Wednesday, October 17, 2007

Not just one rate 

It appears that a conservative magazine spiked an editorial by an economist because she said the Laffer curve "didn't apply at American levels of taxation." Mark Thoma runs down liberal blog reaction and adds
The supply-siders are enforcing a big lie - that tax cuts pay for themselves - a lie that helped them to push through huge tax cuts. Show me where liberal publications are enforcing message discipline based upon a lie about unions.
Unless a liberal economist wants to tell us of a story spiked we can't answer the latter. But as to the former, the truth is those of us there at the beginning of the Reagan administration did not say that all tax cuts pay for themselves, or that the income tax rate ever was in the range that puts you on the wrong side of the Laffer curve. What we do know (say, from the work done in this book, on which I was an editorial assistant) is that some forms of investment did face punitive rates that reduced revenues to the point that a lower rate would increase revenues. See also this essay by Jim Gwartney, which discusses in part his results from looking at income tax avoidance behavior of individuals. The current top-end effective marginal tax rate on labor income is about 60% combined state and local (source in .pdf), which I think is probably below the peak in the Laffer curve. But the taxation of Social Security benefits at the time Bush took office exceeded 100% for a 64-year-old senior who earned $44,000. Is that part of "the big lie"?

If Thoma is referring to politicians or campaign managers inflating claims about tax cuts, fine. It's the same thing that can be said about Keynesians and their political audiences. But if he is discussing the economists who have provided such evidence as above, he's overstating his case. Particularly in the case of capital income, the tax code provides a plethora of effective tax rates and, now as then, there are at least a few whose rates near 100%.

The growth effects, by the way, seem to be most correlated with corporate tax rates, not individual, and in 1985, the height of Reagan, the marginal corporate income tax rate was 46%, above the median for countries around the world. (The current rate is 39%.) Cutting corporate rates is far less attractive politically, as is just cutting the top rates on individual income taxes.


* Your assignment *
Only the lines of the data holding the string "ytick" need to be returned.

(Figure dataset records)
· · · ·
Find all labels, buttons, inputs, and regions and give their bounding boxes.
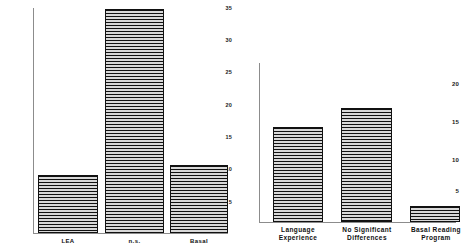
left-chart-x-axis (33, 233, 228, 234)
right-chart-y-axis (259, 63, 260, 223)
right-chart-ytick-15: 15 (433, 119, 459, 125)
right-chart-ytick-20: 20 (433, 81, 459, 87)
right-chart-ytick-5: 5 (433, 188, 459, 194)
left-chart-bar-ns (105, 9, 164, 233)
right-chart-ytick-10: 10 (433, 157, 459, 163)
right-chart-xlabel-basal-reading-program: Basal Reading Program (398, 226, 465, 242)
right-chart-xlabel-language-experience: Language Experience (260, 226, 336, 242)
right-chart-bar-language-experience (273, 127, 323, 222)
left-bar-chart: 35 30 25 20 15 10 5 LEA n.s. Basal (0, 0, 232, 252)
left-chart-xlabel-ns: n.s. (105, 238, 164, 246)
right-bar-chart: 20 15 10 5 Language Experience No Signif… (228, 0, 459, 252)
left-chart-bar-basal (170, 165, 228, 233)
left-chart-xlabel-lea: LEA (38, 238, 98, 246)
left-chart-bar-lea (38, 175, 98, 233)
right-chart-bar-basal-reading-program (410, 206, 460, 222)
right-chart-xlabel-no-significant-differences: No Significant Differences (329, 226, 405, 242)
right-chart-bar-no-significant-differences (341, 108, 392, 222)
left-chart-y-axis (33, 8, 34, 234)
left-chart-xlabel-basal: Basal (170, 238, 228, 246)
right-chart-x-axis (259, 222, 456, 223)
· · · ·
* Reply *
right-chart-ytick-15: 15 (433, 119, 459, 125)
right-chart-ytick-20: 20 (433, 81, 459, 87)
right-chart-ytick-5: 5 (433, 188, 459, 194)
right-chart-ytick-10: 10 (433, 157, 459, 163)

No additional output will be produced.